There is something deliciously normal about Tennis, the Denver husband and wife team of Alaina Moore and Patrick Riley. Steeped in the best pop of a bygone age, the couple’s lyrics seem so simple and yet unpack hidden depths on repeated listening. Moore and Riley met as analytical philosophy majors - with a shared love of great and often little-known music - and they bring to their crystalline songs of love a sophistication that never gets too clever.

This is their fifth album, and they never let up. As time goes by, Tennis seem to refine their art, leaving most traces of indie rock behind. and purifying the overall feel of their sound.  The good thing about the best pop is that the hooks are perennial, and work their magic outside the rollercoaster of fashion. The production, as ever, is deceptively straightforward.  Each song displays moments of grace, beautiful guitar textures -nothing grandiose - and that is perhaps the key to the Tennis sound. Alaina’s seductive and dream-like voice, innocent, soothing with a touch of yearning, feels a million miles from the darkness, anger and violence that characterises so much rock and rap.

There is something both healing and deeply relaxing in this clear-eyed music of light. It is perhaps indicative that the couple have spent a great deal of time seeking inspiration on long and courageous sea-voyages, and yet Alaina only recently learned to swim and hates being in the water. Tennis’s songs barely allude to the phantoms of the deep that haunt other songwriters. They prefer to float along on the gently rippling surface, in a warm and comforting reverie.
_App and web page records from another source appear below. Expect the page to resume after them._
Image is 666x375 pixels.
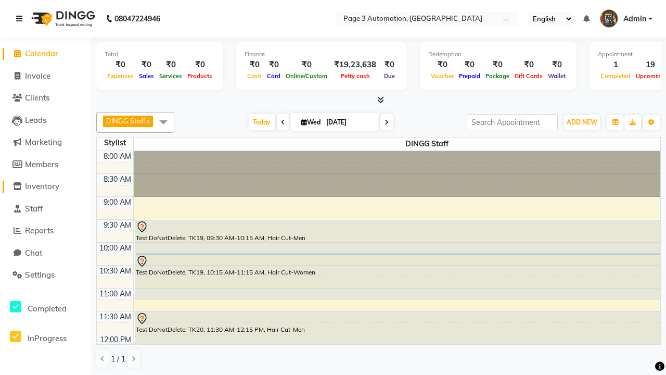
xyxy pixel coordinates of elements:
[25,159,58,169] span: Members
[564,115,600,130] button: ADD NEW
[28,304,67,313] span: Completed
[97,137,133,148] div: Stylist
[97,311,133,322] div: 11:30 AM
[457,59,483,71] div: ₹0
[3,70,89,82] a: Invoice
[3,225,89,237] a: Reports
[245,59,265,71] div: ₹0
[3,247,89,259] a: Chat
[382,72,398,80] span: Due
[111,354,125,364] span: 1 / 1
[546,59,569,71] div: ₹0
[185,59,215,71] div: ₹0
[483,72,512,80] span: Package
[381,59,399,71] div: ₹0
[624,14,647,24] span: Admin
[25,137,62,147] span: Marketing
[467,114,558,130] input: Search Appointment
[157,72,185,80] span: Services
[598,72,634,80] span: Completed
[97,288,133,299] div: 11:00 AM
[512,59,546,71] div: ₹0
[429,50,569,59] div: Redemption
[265,59,283,71] div: ₹0
[429,59,457,71] div: ₹0
[157,59,185,71] div: ₹0
[299,118,323,126] span: Wed
[145,117,150,125] a: x
[105,50,215,59] div: Total
[25,225,54,235] span: Reports
[323,115,375,130] input: 2025-10-01
[3,115,89,127] a: Leads
[283,59,330,71] div: ₹0
[25,204,43,213] span: Staff
[102,174,133,185] div: 8:30 AM
[265,72,283,80] span: Card
[106,117,145,125] span: DINGG Staff
[97,243,133,254] div: 10:00 AM
[338,72,373,80] span: Petty cash
[25,93,49,103] span: Clients
[512,72,546,80] span: Gift Cards
[483,59,512,71] div: ₹0
[249,114,275,130] span: Today
[115,4,160,33] b: 08047224946
[429,72,457,80] span: Voucher
[600,9,619,28] img: Admin
[283,72,330,80] span: Online/Custom
[457,72,483,80] span: Prepaid
[97,266,133,276] div: 10:30 AM
[3,92,89,104] a: Clients
[3,203,89,215] a: Staff
[245,50,399,59] div: Finance
[245,72,265,80] span: Cash
[25,115,46,125] span: Leads
[330,59,381,71] div: ₹19,23,638
[546,72,569,80] span: Wallet
[136,59,157,71] div: ₹0
[25,270,55,280] span: Settings
[102,197,133,208] div: 9:00 AM
[28,333,67,343] span: InProgress
[25,71,51,81] span: Invoice
[3,159,89,171] a: Members
[25,181,59,191] span: Inventory
[27,4,98,33] img: logo
[25,48,58,58] span: Calendar
[3,48,89,60] a: Calendar
[185,72,215,80] span: Products
[598,59,634,71] div: 1
[567,118,598,126] span: ADD NEW
[3,136,89,148] a: Marketing
[3,269,89,281] a: Settings
[102,151,133,162] div: 8:00 AM
[3,181,89,193] a: Inventory
[136,72,157,80] span: Sales
[102,220,133,231] div: 9:30 AM
[98,334,133,345] div: 12:00 PM
[25,248,42,258] span: Chat
[105,72,136,80] span: Expenses
[105,59,136,71] div: ₹0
The most touching song “Matrimony II” refers – subtly - to the recent episode in a Whole Foods Market, when Alaina collapsed, and her husband was convinced she had died. A hymn to the longevity of their marriage – which clearly thrives on creative partnership as much as anything else – this is one of the rare moments when double-tracking of vocals and reverb bring to the production echoes of Phil Spector and an almost anthemic quality. This is superlative and timeless pop, a collection of well-honed tracks or, as Spector called them,  “little symphonies”.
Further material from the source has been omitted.